Immigration law fuels action
Friday, September 22, 2006

By RICHARD PEARSALL
Courier-Post Staff



Riverside's anti-illegal immigration ordinance has sparked strong feelings, pro and con, and not just in Riverside.

An Edgewater Park businesswoman, Carole Moore, is conducting a yard sale outside her bed and breakfast Saturday to help Riverside defray any legal costs it incurs defending the Illegal Immigration Relief Act ordinance.
And on the other side of the debate, one national organization has sued the township over the ordinance and another group is threatening to do so.

The ordinance, enacted in July, makes it illegal for landlords or employers to assist illegal immigrants.

Riverside Mayor Charles Hilton estimated the number of illegal immigrants living in Riverside before the ordinance's passage at between 1,500 and 3,500.

In Edgewater Park, Moore said she already has thousands of items ready for Saturday's yard sale, donated by people who, like her, want to join the fight against illegal immigrants.

"We are a melting pot of legal immigrants," Moore said this week. "Illegals should go home."

But to the Rev. Miguel Rivera, head of the National Coalition of Latino Clergy & Christian Leaders, the Riverside ordinance has succeeded only in "dividing the community, hurting local businesses and increasing discrimination" against Latinos and others, many of them here legally.

Rivera's group, based in Washington, D.C., has filed a federal lawsuit against the township, charging violations of the U.S. Constitution based primarily on the idea that immigration policy is a federal, not local responsibility, and that local agencies may not pre-empt federal authority.

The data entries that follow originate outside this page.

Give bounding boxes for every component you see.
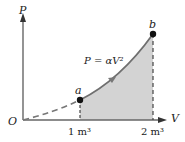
- tick-label-1: 1 m³: [68, 126, 91, 137]
- x-axis-label: V: [171, 112, 180, 125]
- x-axis-arrow-icon: [158, 117, 167, 123]
- point-a-label: a: [75, 84, 82, 97]
- point-b: [150, 31, 156, 37]
- point-b-label: b: [149, 18, 156, 31]
- origin-label: O: [8, 115, 17, 128]
- pv-diagram: P V O a b P = αV² 1 m³ 2 m³: [0, 0, 185, 142]
- y-axis-label: P: [18, 4, 27, 17]
- equation-label: P = αV²: [83, 55, 123, 66]
- point-a: [77, 97, 83, 103]
- curve-dashed-segment: [23, 100, 80, 120]
- tick-label-2: 2 m³: [141, 126, 164, 137]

With that suit now before a federal judge in Newark, a second lawsuit has been threatened by a coalition led by the American Civil Liberties Union and the Puerto Rican Legal Defense and Education Fund.

In a letter to Hilton, the coalition gave notice that it intends to sue based on grounds similar to those in the clergy's suit if the township does not withdraw its ordinance at its next meeting.

Such a withdrawal is "not likely," Hilton said in response.